Problem to work on ▸ Transcribe every record in full, keeping it exactly the same.

Stored data:
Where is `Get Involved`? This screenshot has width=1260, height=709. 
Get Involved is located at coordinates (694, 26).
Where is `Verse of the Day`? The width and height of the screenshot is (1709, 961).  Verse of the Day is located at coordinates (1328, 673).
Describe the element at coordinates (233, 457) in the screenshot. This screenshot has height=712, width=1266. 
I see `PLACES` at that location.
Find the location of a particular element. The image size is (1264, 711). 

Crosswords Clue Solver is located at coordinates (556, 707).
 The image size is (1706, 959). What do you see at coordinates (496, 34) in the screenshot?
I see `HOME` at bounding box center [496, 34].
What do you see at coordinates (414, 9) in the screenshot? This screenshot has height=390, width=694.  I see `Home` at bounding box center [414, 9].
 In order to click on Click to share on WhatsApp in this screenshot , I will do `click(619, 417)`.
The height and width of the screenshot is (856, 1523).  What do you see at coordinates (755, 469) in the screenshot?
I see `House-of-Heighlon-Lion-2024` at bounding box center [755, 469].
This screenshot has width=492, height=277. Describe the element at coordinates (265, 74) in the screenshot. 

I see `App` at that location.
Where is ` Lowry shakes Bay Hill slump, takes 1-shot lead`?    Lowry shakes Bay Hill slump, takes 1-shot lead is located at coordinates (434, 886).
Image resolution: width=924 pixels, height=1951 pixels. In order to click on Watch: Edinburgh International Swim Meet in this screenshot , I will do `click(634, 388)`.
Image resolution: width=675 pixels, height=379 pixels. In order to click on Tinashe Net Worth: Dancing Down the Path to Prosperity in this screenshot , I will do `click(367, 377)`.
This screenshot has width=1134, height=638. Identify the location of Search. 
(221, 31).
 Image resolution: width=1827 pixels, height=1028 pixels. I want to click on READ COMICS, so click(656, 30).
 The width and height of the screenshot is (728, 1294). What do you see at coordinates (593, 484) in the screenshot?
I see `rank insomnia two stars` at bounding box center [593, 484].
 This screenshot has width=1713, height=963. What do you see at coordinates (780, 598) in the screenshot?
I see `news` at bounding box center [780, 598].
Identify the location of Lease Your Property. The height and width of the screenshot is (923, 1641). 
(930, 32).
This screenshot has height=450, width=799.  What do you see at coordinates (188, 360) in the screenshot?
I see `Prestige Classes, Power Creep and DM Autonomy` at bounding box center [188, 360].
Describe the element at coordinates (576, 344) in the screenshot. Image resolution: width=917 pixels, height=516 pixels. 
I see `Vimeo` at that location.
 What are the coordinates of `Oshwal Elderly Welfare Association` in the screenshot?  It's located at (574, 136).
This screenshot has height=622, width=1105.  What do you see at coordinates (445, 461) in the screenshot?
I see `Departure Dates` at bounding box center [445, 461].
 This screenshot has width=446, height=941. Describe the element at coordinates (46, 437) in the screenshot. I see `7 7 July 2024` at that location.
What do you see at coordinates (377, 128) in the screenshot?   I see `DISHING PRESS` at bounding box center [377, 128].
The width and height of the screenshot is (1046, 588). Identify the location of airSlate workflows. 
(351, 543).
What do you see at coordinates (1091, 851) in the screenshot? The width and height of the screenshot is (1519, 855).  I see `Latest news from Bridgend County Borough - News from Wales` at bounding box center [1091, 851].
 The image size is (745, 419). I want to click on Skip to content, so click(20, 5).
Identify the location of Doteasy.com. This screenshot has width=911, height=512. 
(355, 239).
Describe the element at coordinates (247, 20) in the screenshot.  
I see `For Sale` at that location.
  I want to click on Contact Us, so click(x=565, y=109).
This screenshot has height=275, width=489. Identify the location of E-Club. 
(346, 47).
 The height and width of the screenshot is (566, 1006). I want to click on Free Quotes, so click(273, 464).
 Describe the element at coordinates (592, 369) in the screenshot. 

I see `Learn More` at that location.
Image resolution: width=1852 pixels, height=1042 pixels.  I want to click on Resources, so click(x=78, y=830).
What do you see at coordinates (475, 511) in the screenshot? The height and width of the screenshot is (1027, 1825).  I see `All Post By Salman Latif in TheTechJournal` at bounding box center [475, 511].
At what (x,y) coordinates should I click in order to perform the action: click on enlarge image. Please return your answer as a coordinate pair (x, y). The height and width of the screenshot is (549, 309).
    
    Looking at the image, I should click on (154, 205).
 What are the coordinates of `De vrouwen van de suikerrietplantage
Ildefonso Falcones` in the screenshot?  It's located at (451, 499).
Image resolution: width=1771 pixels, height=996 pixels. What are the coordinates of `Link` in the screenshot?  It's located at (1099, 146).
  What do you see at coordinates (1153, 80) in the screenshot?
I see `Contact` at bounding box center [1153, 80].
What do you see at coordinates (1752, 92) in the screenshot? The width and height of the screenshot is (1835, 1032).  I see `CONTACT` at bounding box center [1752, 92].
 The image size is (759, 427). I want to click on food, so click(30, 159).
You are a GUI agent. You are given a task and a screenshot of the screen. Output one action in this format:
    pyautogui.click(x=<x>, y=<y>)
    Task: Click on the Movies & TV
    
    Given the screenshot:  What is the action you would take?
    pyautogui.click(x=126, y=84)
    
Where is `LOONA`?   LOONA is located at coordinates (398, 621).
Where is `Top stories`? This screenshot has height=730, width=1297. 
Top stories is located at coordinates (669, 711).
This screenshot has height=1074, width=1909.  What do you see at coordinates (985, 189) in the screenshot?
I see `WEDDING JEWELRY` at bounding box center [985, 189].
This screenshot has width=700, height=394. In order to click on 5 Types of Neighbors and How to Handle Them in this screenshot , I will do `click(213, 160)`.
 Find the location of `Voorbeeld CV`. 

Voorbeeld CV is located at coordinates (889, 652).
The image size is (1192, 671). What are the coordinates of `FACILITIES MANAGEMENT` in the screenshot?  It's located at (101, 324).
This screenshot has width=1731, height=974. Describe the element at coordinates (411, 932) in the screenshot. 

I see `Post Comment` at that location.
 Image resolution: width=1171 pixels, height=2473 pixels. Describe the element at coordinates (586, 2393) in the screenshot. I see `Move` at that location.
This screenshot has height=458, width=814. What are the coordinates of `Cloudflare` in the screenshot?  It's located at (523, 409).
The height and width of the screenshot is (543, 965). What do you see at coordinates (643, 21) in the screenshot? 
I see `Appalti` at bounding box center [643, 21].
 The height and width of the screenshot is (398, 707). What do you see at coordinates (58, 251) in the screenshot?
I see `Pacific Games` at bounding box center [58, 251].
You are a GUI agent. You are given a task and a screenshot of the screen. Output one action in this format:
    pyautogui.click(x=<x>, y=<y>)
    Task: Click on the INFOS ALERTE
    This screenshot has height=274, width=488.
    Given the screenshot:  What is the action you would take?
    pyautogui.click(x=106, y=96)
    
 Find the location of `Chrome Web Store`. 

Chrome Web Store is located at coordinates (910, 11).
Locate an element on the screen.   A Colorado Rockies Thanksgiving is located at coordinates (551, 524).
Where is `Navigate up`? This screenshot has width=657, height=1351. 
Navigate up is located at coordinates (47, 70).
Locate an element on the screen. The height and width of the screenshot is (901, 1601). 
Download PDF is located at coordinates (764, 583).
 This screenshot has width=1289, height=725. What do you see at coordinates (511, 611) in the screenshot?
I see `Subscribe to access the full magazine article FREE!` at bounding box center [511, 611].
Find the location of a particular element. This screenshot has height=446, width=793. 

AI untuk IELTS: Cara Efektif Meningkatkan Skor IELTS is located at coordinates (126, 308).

Solution to this exercise ▸
Where is `Get Involved`? This screenshot has width=1260, height=709. 
Get Involved is located at coordinates (694, 26).
Where is `Verse of the Day`? The width and height of the screenshot is (1709, 961).  Verse of the Day is located at coordinates (1328, 673).
Describe the element at coordinates (233, 457) in the screenshot. This screenshot has height=712, width=1266. 
I see `PLACES` at that location.
Find the location of a particular element. The image size is (1264, 711). 

Crosswords Clue Solver is located at coordinates (556, 707).
 The image size is (1706, 959). What do you see at coordinates (496, 34) in the screenshot?
I see `HOME` at bounding box center [496, 34].
What do you see at coordinates (414, 9) in the screenshot? This screenshot has height=390, width=694.  I see `Home` at bounding box center [414, 9].
 In order to click on Click to share on WhatsApp in this screenshot , I will do `click(619, 417)`.
The height and width of the screenshot is (856, 1523).  What do you see at coordinates (755, 469) in the screenshot?
I see `House-of-Heighlon-Lion-2024` at bounding box center [755, 469].
This screenshot has width=492, height=277. Describe the element at coordinates (265, 74) in the screenshot. 

I see `App` at that location.
Where is ` Lowry shakes Bay Hill slump, takes 1-shot lead`?    Lowry shakes Bay Hill slump, takes 1-shot lead is located at coordinates (434, 886).
Image resolution: width=924 pixels, height=1951 pixels. In order to click on Watch: Edinburgh International Swim Meet in this screenshot , I will do `click(634, 388)`.
Image resolution: width=675 pixels, height=379 pixels. In order to click on Tinashe Net Worth: Dancing Down the Path to Prosperity in this screenshot , I will do `click(367, 377)`.
This screenshot has width=1134, height=638. Identify the location of Search. 
(221, 31).
 Image resolution: width=1827 pixels, height=1028 pixels. I want to click on READ COMICS, so click(656, 30).
 The width and height of the screenshot is (728, 1294). What do you see at coordinates (593, 484) in the screenshot?
I see `rank insomnia two stars` at bounding box center [593, 484].
 This screenshot has width=1713, height=963. What do you see at coordinates (780, 598) in the screenshot?
I see `news` at bounding box center [780, 598].
Identify the location of Lease Your Property. The height and width of the screenshot is (923, 1641). 
(930, 32).
This screenshot has height=450, width=799.  What do you see at coordinates (188, 360) in the screenshot?
I see `Prestige Classes, Power Creep and DM Autonomy` at bounding box center [188, 360].
Describe the element at coordinates (576, 344) in the screenshot. Image resolution: width=917 pixels, height=516 pixels. 
I see `Vimeo` at that location.
 What are the coordinates of `Oshwal Elderly Welfare Association` in the screenshot?  It's located at (574, 136).
This screenshot has height=622, width=1105.  What do you see at coordinates (445, 461) in the screenshot?
I see `Departure Dates` at bounding box center [445, 461].
 This screenshot has width=446, height=941. Describe the element at coordinates (46, 437) in the screenshot. I see `7 7 July 2024` at that location.
What do you see at coordinates (377, 128) in the screenshot?   I see `DISHING PRESS` at bounding box center [377, 128].
The width and height of the screenshot is (1046, 588). Identify the location of airSlate workflows. 
(351, 543).
What do you see at coordinates (1091, 851) in the screenshot? The width and height of the screenshot is (1519, 855).  I see `Latest news from Bridgend County Borough - News from Wales` at bounding box center [1091, 851].
 The image size is (745, 419). I want to click on Skip to content, so click(20, 5).
Identify the location of Doteasy.com. This screenshot has width=911, height=512. 
(355, 239).
Describe the element at coordinates (247, 20) in the screenshot.  
I see `For Sale` at that location.
  I want to click on Contact Us, so click(x=565, y=109).
This screenshot has height=275, width=489. Identify the location of E-Club. 
(346, 47).
 The height and width of the screenshot is (566, 1006). I want to click on Free Quotes, so click(273, 464).
 Describe the element at coordinates (592, 369) in the screenshot. 

I see `Learn More` at that location.
Image resolution: width=1852 pixels, height=1042 pixels.  I want to click on Resources, so click(x=78, y=830).
What do you see at coordinates (475, 511) in the screenshot? The height and width of the screenshot is (1027, 1825).  I see `All Post By Salman Latif in TheTechJournal` at bounding box center [475, 511].
At what (x,y) coordinates should I click in order to perform the action: click on enlarge image. Please return your answer as a coordinate pair (x, y). The height and width of the screenshot is (549, 309).
    
    Looking at the image, I should click on (154, 205).
 What are the coordinates of `De vrouwen van de suikerrietplantage
Ildefonso Falcones` in the screenshot?  It's located at (451, 499).
Image resolution: width=1771 pixels, height=996 pixels. What are the coordinates of `Link` in the screenshot?  It's located at (1099, 146).
  What do you see at coordinates (1153, 80) in the screenshot?
I see `Contact` at bounding box center [1153, 80].
What do you see at coordinates (1752, 92) in the screenshot? The width and height of the screenshot is (1835, 1032).  I see `CONTACT` at bounding box center [1752, 92].
 The image size is (759, 427). I want to click on food, so click(30, 159).
You are a GUI agent. You are given a task and a screenshot of the screen. Output one action in this format:
    pyautogui.click(x=<x>, y=<y>)
    Task: Click on the Movies & TV
    
    Given the screenshot:  What is the action you would take?
    pyautogui.click(x=126, y=84)
    
Where is `LOONA`?   LOONA is located at coordinates (398, 621).
Where is `Top stories`? This screenshot has height=730, width=1297. 
Top stories is located at coordinates (669, 711).
This screenshot has height=1074, width=1909.  What do you see at coordinates (985, 189) in the screenshot?
I see `WEDDING JEWELRY` at bounding box center [985, 189].
This screenshot has width=700, height=394. In order to click on 5 Types of Neighbors and How to Handle Them in this screenshot , I will do `click(213, 160)`.
 Find the location of `Voorbeeld CV`. 

Voorbeeld CV is located at coordinates (889, 652).
The image size is (1192, 671). What are the coordinates of `FACILITIES MANAGEMENT` in the screenshot?  It's located at (101, 324).
This screenshot has width=1731, height=974. Describe the element at coordinates (411, 932) in the screenshot. 

I see `Post Comment` at that location.
 Image resolution: width=1171 pixels, height=2473 pixels. Describe the element at coordinates (586, 2393) in the screenshot. I see `Move` at that location.
This screenshot has height=458, width=814. What are the coordinates of `Cloudflare` in the screenshot?  It's located at (523, 409).
The height and width of the screenshot is (543, 965). What do you see at coordinates (643, 21) in the screenshot? 
I see `Appalti` at bounding box center [643, 21].
 The height and width of the screenshot is (398, 707). What do you see at coordinates (58, 251) in the screenshot?
I see `Pacific Games` at bounding box center [58, 251].
You are a GUI agent. You are given a task and a screenshot of the screen. Output one action in this format:
    pyautogui.click(x=<x>, y=<y>)
    Task: Click on the INFOS ALERTE
    This screenshot has height=274, width=488.
    Given the screenshot:  What is the action you would take?
    pyautogui.click(x=106, y=96)
    
 Find the location of `Chrome Web Store`. 

Chrome Web Store is located at coordinates (910, 11).
Locate an element on the screen.   A Colorado Rockies Thanksgiving is located at coordinates (551, 524).
Where is `Navigate up`? This screenshot has width=657, height=1351. 
Navigate up is located at coordinates (47, 70).
Locate an element on the screen. The height and width of the screenshot is (901, 1601). 
Download PDF is located at coordinates (764, 583).
 This screenshot has width=1289, height=725. What do you see at coordinates (511, 611) in the screenshot?
I see `Subscribe to access the full magazine article FREE!` at bounding box center [511, 611].
Find the location of a particular element. This screenshot has height=446, width=793. 

AI untuk IELTS: Cara Efektif Meningkatkan Skor IELTS is located at coordinates (126, 308).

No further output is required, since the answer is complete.